DIGITAL LIBRARY
AN OPEN SOURCE HYBRID LEARNING OBJECT RECOMMENDER SYSTEM BASED ON EUROPEANA
1 Universidad Politécnica de Madrid (SPAIN)
2 KU Leuven (BELGIUM)
About this paper:
Appears in: ICERI2018 Proceedings
Publication year: 2018
Pages: 8862-8872
ISBN: 978-84-09-05948-5
ISSN: 2340-1095
doi: 10.21125/iceri.2018.0634
Conference name: 11th annual International Conference of Education, Research and Innovation
Dates: 12-14 November, 2018
Location: Seville, Spain
Abstract:
Learning Object Repositories (LORs) are web-based digital libraries used for storing, distributing, discovering and retrieving learning objects. These repositories play a crucial role in the distribution of educational content by offering access to wide collections of learning objects. Besides offering learning object search services, many LORs offer additional features that allow users to create personal accounts, browse learning objects, bookmark learning objects, view and download metadata, or use educational tools. At present, one of the most well known LORs is Europeana, which provides access to millions of digitised materials from European museums, libraries, archives and multimedia collections. The main goal of Europeana is to provide access to Europe’s scientific and cultural heritage through a single access point.

The amount of resources available in LORs has grown significantly in recent years, causing users to have difficulty in finding relevant and quality content. One measure that LORs can adopt in order to face this problem is the use of recommender systems.

This paper presents EuropeanaRS: an open source hybrid learning object recommender system capable of generating recommendations of learning objects retrieved from Europeana. The paper describes the main features of the system, the supported use cases, the used knowledge sources, and the different steps of the recommendation process. An evaluation study with 20 participants was conducted in order to evaluate the accuracy, utility, user satisfaction and usability of EuropeanaRS. The results of this evaluation are also presented in this paper showing that EuropeanaRS had a satisfactory accuracy, was perceived as useful, achieved high user satisfaction, was easy to use, and was able to generate recommendations that significantly outperformed random recommendations.

Finally, the paper describes how EuropeanaRS was used in a tool developed in the Europeana Cloud project to facilitate the exploration of digitised newspapers retrieved from Europeana in order to provide this tool with recommendations. The results of an evaluation of this tool are also reported. These results show that EuropeanaRS can be successfully used to enrich tools by providing recommendations of learning objects retrieved from Europeana.
Keywords:
Recommender systems, learning objects, learning object repositories, Europeana.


> [Directions]
Word for word, reproduce every line of the data.

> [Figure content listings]

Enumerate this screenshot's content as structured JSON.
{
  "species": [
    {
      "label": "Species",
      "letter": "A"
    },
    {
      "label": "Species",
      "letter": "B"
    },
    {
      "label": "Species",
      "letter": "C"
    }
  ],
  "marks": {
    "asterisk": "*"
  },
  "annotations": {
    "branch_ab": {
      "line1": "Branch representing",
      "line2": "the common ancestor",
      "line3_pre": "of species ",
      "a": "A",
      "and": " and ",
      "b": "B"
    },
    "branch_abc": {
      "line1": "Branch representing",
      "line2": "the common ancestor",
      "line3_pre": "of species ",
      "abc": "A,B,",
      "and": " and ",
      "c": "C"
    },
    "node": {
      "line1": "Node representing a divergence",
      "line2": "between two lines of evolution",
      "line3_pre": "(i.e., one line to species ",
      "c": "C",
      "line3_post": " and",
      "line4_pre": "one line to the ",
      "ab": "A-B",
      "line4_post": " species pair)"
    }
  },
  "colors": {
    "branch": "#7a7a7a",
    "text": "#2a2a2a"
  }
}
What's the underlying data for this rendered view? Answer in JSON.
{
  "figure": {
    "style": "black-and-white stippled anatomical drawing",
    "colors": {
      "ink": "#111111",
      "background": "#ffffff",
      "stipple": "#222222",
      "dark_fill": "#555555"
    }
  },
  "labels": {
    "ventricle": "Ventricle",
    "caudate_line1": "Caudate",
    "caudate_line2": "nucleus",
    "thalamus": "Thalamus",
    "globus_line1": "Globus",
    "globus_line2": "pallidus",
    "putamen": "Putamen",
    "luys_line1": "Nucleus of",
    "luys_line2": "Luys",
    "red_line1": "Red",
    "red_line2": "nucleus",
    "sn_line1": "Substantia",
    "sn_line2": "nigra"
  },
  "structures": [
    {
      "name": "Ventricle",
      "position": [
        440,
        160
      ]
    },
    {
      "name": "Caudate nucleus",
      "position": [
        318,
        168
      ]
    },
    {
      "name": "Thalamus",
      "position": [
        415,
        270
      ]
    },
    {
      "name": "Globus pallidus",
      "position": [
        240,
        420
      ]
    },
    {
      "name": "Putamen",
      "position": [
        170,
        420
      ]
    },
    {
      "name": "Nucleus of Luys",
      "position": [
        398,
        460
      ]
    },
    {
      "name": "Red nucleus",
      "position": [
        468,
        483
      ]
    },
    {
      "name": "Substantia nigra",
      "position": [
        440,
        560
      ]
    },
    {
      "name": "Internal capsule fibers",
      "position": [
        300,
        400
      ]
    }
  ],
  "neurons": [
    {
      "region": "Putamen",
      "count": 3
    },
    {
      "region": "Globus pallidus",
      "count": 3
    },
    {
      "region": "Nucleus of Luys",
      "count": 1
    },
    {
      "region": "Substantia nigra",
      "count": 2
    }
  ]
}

> [Written response]
Enumerate this screenshot's content as structured JSON.
{
  "species": [
    {
      "label": "Species",
      "letter": "A"
    },
    {
      "label": "Species",
      "letter": "B"
    },
    {
      "label": "Species",
      "letter": "C"
    }
  ],
  "marks": {
    "asterisk": "*"
  },
  "annotations": {
    "branch_ab": {
      "line1": "Branch representing",
      "line2": "the common ancestor",
      "line3_pre": "of species ",
      "a": "A",
      "and": " and ",
      "b": "B"
    },
    "branch_abc": {
      "line1": "Branch representing",
      "line2": "the common ancestor",
      "line3_pre": "of species ",
      "abc": "A,B,",
      "and": " and ",
      "c": "C"
    },
    "node": {
      "line1": "Node representing a divergence",
      "line2": "between two lines of evolution",
      "line3_pre": "(i.e., one line to species ",
      "c": "C",
      "line3_post": " and",
      "line4_pre": "one line to the ",
      "ab": "A-B",
      "line4_post": " species pair)"
    }
  },
  "colors": {
    "branch": "#7a7a7a",
    "text": "#2a2a2a"
  }
}
What's the underlying data for this rendered view? Answer in JSON.
{
  "figure": {
    "style": "black-and-white stippled anatomical drawing",
    "colors": {
      "ink": "#111111",
      "background": "#ffffff",
      "stipple": "#222222",
      "dark_fill": "#555555"
    }
  },
  "labels": {
    "ventricle": "Ventricle",
    "caudate_line1": "Caudate",
    "caudate_line2": "nucleus",
    "thalamus": "Thalamus",
    "globus_line1": "Globus",
    "globus_line2": "pallidus",
    "putamen": "Putamen",
    "luys_line1": "Nucleus of",
    "luys_line2": "Luys",
    "red_line1": "Red",
    "red_line2": "nucleus",
    "sn_line1": "Substantia",
    "sn_line2": "nigra"
  },
  "structures": [
    {
      "name": "Ventricle",
      "position": [
        440,
        160
      ]
    },
    {
      "name": "Caudate nucleus",
      "position": [
        318,
        168
      ]
    },
    {
      "name": "Thalamus",
      "position": [
        415,
        270
      ]
    },
    {
      "name": "Globus pallidus",
      "position": [
        240,
        420
      ]
    },
    {
      "name": "Putamen",
      "position": [
        170,
        420
      ]
    },
    {
      "name": "Nucleus of Luys",
      "position": [
        398,
        460
      ]
    },
    {
      "name": "Red nucleus",
      "position": [
        468,
        483
      ]
    },
    {
      "name": "Substantia nigra",
      "position": [
        440,
        560
      ]
    },
    {
      "name": "Internal capsule fibers",
      "position": [
        300,
        400
      ]
    }
  ],
  "neurons": [
    {
      "region": "Putamen",
      "count": 3
    },
    {
      "region": "Globus pallidus",
      "count": 3
    },
    {
      "region": "Nucleus of Luys",
      "count": 1
    },
    {
      "region": "Substantia nigra",
      "count": 2
    }
  ]
}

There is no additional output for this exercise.